Argentina

Christine was the first one up as usual, sitting by the window in the big empty kitchen. She was frowning at her laptop, one hand sleepily stirring her maté.

"Satellite's on the fritz again."

I go to the window, press my nose against the cold glass. It was dawn. The pampas were grey and brown in the half-light, rays tracing the ridgeline, glinting off our big white dish. Christine slid a mug into my hand. Warm.

"I'll go check it out."

- - -

I slip my boots on, clomp towards the stables. The house was waking up around me, filling with yawns and groans, the faint hum of various devices booting, the almost-inaudible collective gasp of noders denied their morning fix. I grin, one hand on the doorknob, then shove out into the yard.

Here, the only sound is a restless wind stirring our pair of silk banderas, celeste y blanca, half-lost against the sky— two bars of blue and a blazing sun, beneath it a single word, in Spanish: [ TODO ].

"EVERYTHING".

- - -

I reach the barn, grab a bag of fresh oats for Tina. Run a brush through her hair, coal-black flecked with silver. Remembering when she was born, the first foal on the ranch. ("What should we name her?" "Dunno.
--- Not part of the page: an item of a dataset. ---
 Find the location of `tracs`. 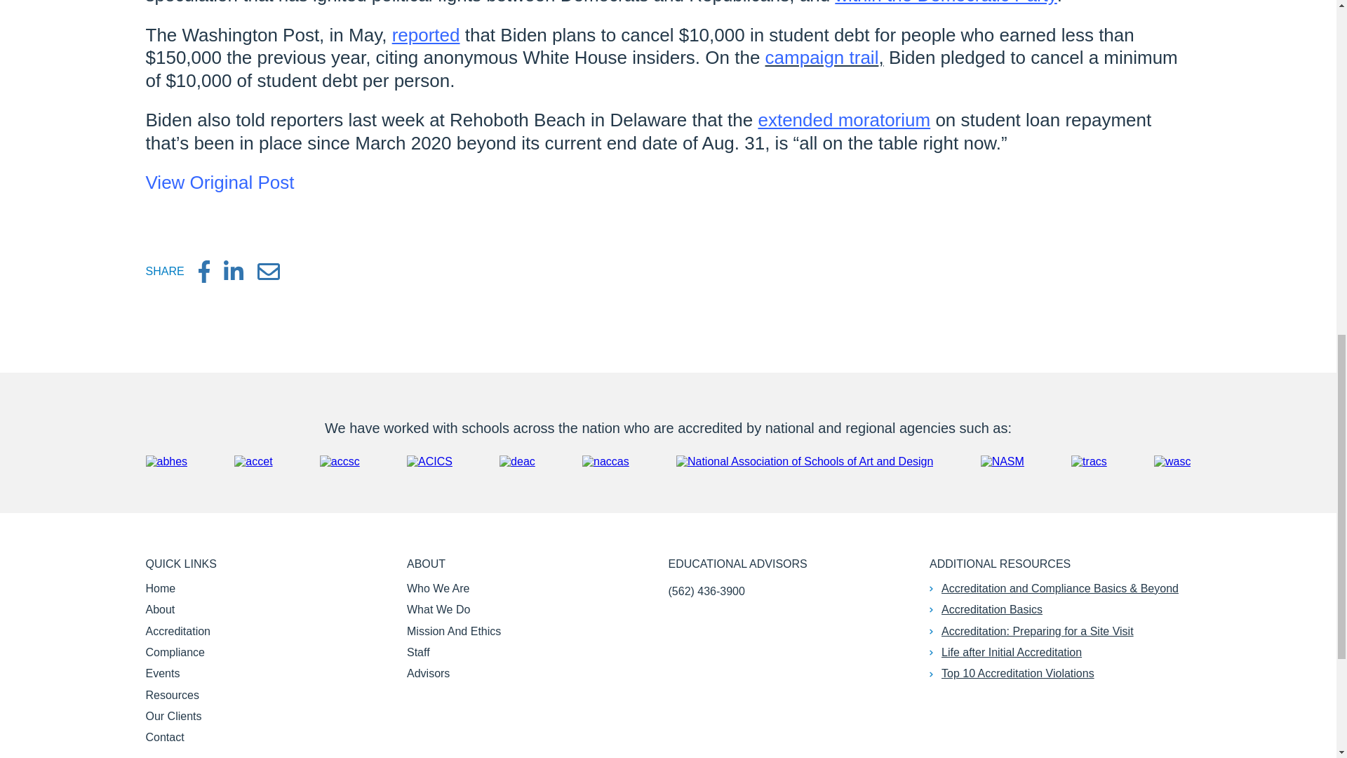

tracs is located at coordinates (1089, 462).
What's the Latin word for 'silver'?")

- - -

Halfway to the ridge, I wheel her around, watch the sun rise over our little estancia.
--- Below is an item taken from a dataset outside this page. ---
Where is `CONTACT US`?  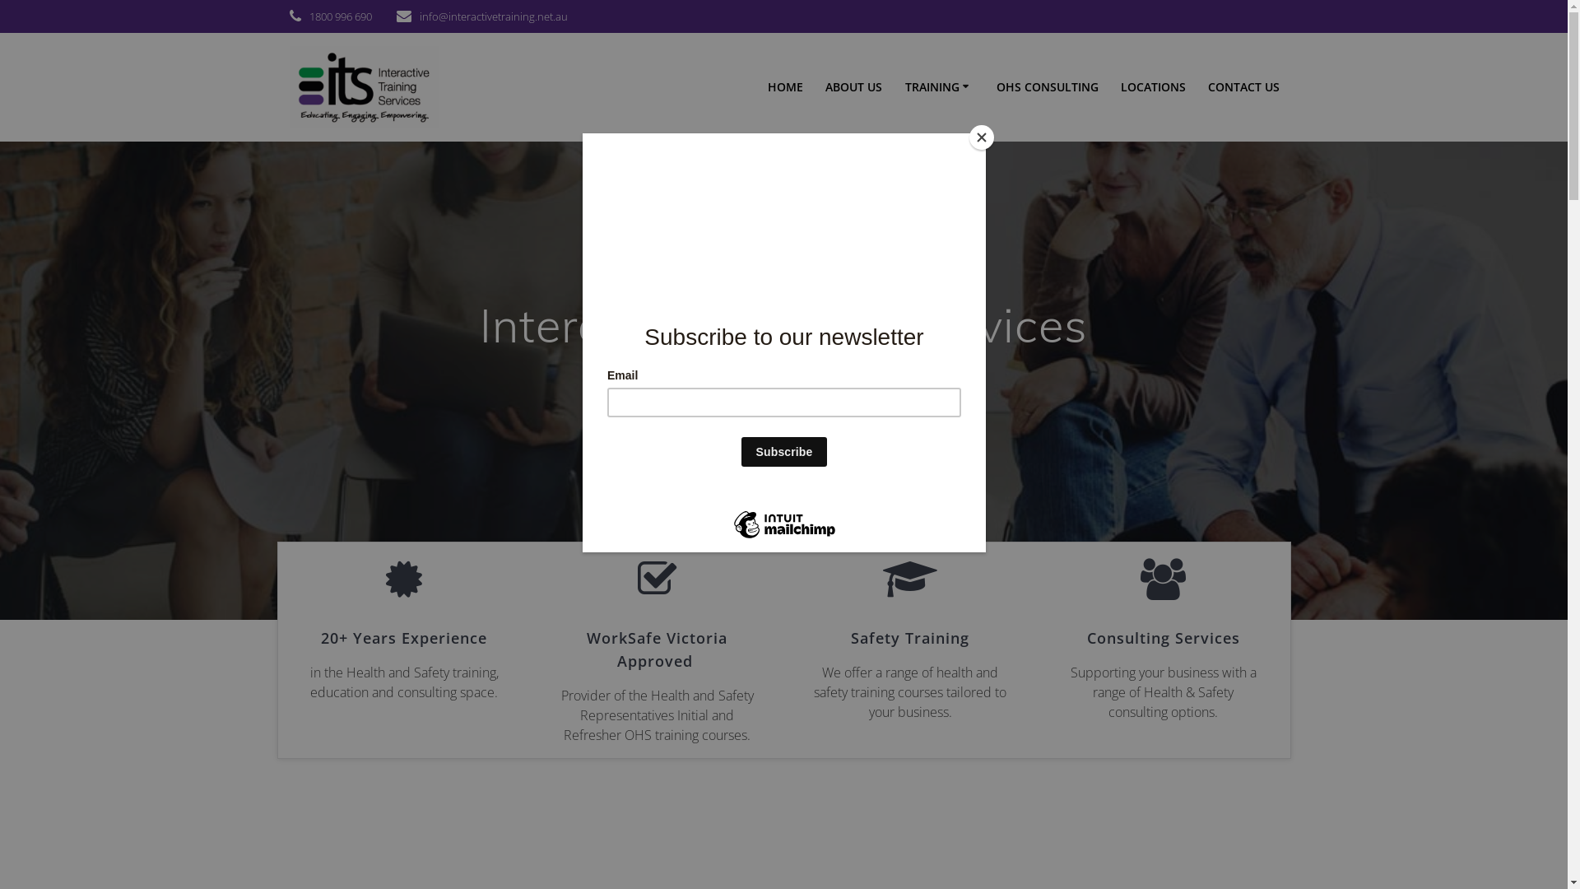 CONTACT US is located at coordinates (1244, 87).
We never planned to come here to Patagonia. But after the '08 election, the droughts, the bombings... North America just kept getting worse and worse. Even Kansas became unbearable.

So we packed up the whole community, drove south, kept going. It was the right call. We prospered.

So. Here I am, 8 years later, south of Bariloche on a horse named “Argentina”, and singing to myself.